__PROBLEM TO WORK ON__:
Although the data below holds other lines too, output only those from the line with "What do you" up to and including the line with "This screenshot has height=488, width=868.", exactly as they appear.

__ENTRIES SHOWN__:
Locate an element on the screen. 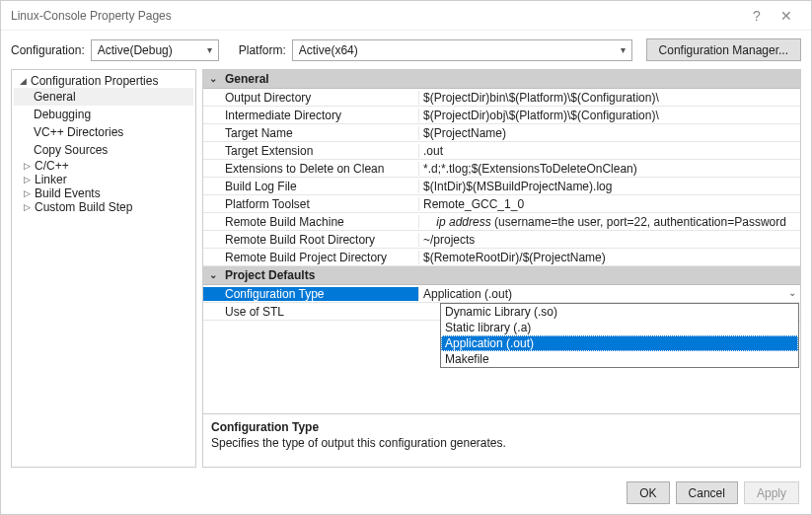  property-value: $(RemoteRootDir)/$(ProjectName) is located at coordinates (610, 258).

==

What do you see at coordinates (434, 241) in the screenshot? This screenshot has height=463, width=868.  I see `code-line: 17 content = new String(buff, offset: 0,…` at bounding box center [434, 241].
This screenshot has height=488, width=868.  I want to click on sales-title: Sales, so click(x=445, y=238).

...

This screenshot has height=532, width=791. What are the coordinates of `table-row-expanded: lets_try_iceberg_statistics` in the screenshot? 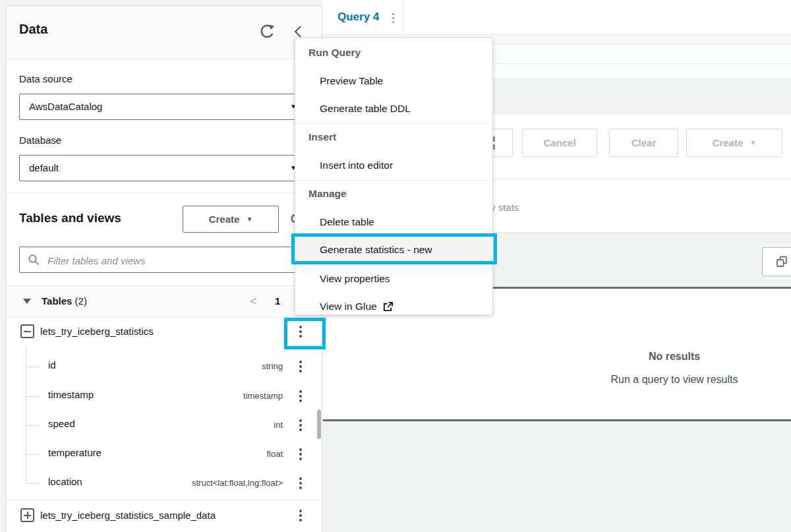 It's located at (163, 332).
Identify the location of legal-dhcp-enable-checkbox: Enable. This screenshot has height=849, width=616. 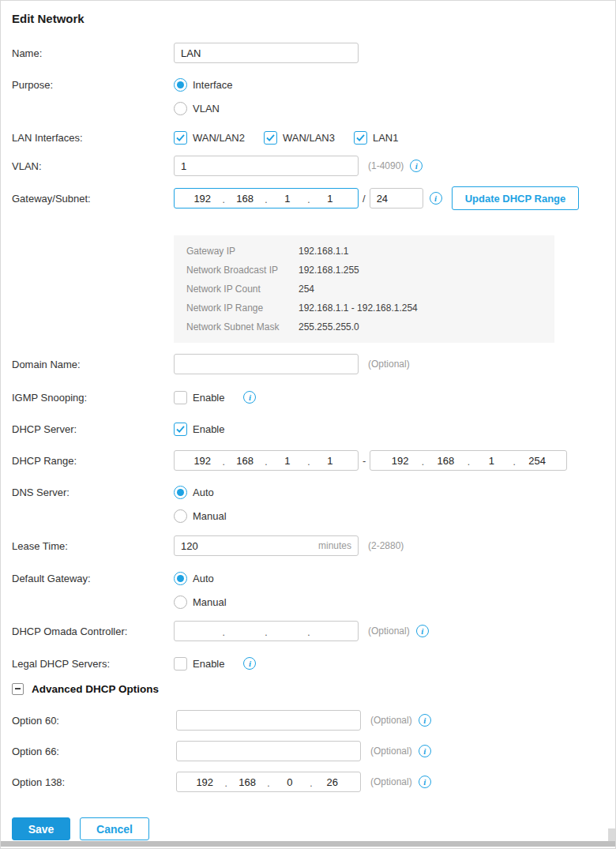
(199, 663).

__YOUR RESPONSE__:
What do you see at coordinates (434, 241) in the screenshot? This screenshot has height=463, width=868.  I see `code-line: 17 content = new String(buff, offset: 0,…` at bounding box center [434, 241].
This screenshot has height=488, width=868.  I want to click on sales-title: Sales, so click(x=445, y=238).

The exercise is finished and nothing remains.